Do you say “I’ll be there in a minute” and “wait a sec,” or, “what’s taking you so long?" Do you look at the clock and yell "where did the time go?" I do... we're not so different. We're in a daily race with our clock.

"I’ll do it later" or, "the timing wasn’t right" - every word I’ve written speaks to the lifestyle we live...

I thought I'd slow down when I reached a certain age. I thought I'd read books and relax. But somebody sat me down at a laptop, and I found myself writing. Now, I'm writing and reading and looking for more time.

Timing is everything (that's my mantra); a lifetime of experience, a laptop, and a passion for examining our human-ness, has come together for me.

I've always been a writer. I write in bits and on scraps, and when they're put together a story about a relationship is in there.

I believe education is ongoing; I attend workshops for writers and am active in critique groups - by the way, I believe they are a must.

Seeing as I'm still finding myself; it's safe to say I'm a seeker. I seek best with music on. It teaches me and arouses my passionate heart. I come alive with music, my music.

I hear Percy Sledge, the Four Tops, Teddy Prendergast, If You Don’t Know Me By Now and John Mayer Daughters, Genesis That’s All and my cells sway and dance, and I feel younger, but it’s not a young that is “seen." 
What is this young? Well, it's a young that I only know after living awhile. How odd.

I'm writing and Pandora music is my background. I realized a moment ago that I'd stopped mid-paragraph, lifted my arms and swayed with a great song. And I was in a man’s arms for that moment; I could feel his warmth, his smooth skin. Just for that moment...and then I went right back to my writing.

My body moved with the rhythm of the music.; Otis Redding, Etta James, Adele. My insides tightened with the sax or the drums, and the special way the Blues wail and cry and beg...How’s that for being under a spell? I go somewhere with the music...it has that much power. ]]>
<![CDATA[Timing is everything]]>Wed, 05 Feb 2014 01:45:22 GMThttp://kavanaughwrites.com/blog/timing-is-everythingPicture
Like everyone, I say there’s never enough. Time, that is. Say it too often, and then it morphs into where the heck did the time go. Do you say I’ll be there in a minute, and wait a sec, or how about what’s taking you so long?  Every word I’ve written speaks to the lifestyle we live. It’s all about time.

TIMING IS EVERYTHING has been my guide when I’m stumped, when I can’t decide what’s next. (What’s next. That’s another moment when I hardly notice that time is the topic.) Life is all about timing.

I’m a procrastinator. I don’t like to admit it, but here’s why I do: maybe my truth will benefit you.

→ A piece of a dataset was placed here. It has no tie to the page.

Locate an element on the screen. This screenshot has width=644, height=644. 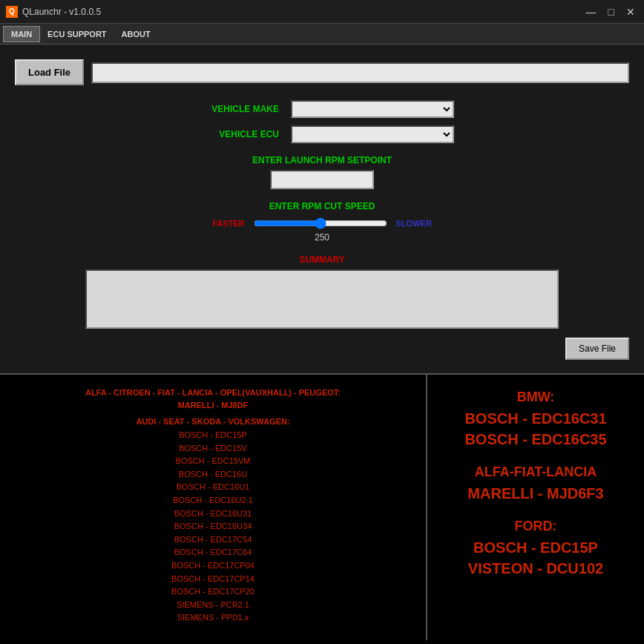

Don’t waste time; even better - don’t waste your time. Do this instead: Enjoy the present moment and you’ll get another one in a second. Enjoy that one and then the next one and … get it?

I’m right in the middle of the first day of 2014. It’s snowing here, heavy and steady. Yesterday was endings, today is beginnings, Reflections, like last night’s confetti, are also heavy and steady!

I’ve got more to say - just not now.
Moving. - I’ve got enough lessons on moving to write a book … or a blog! That’s next.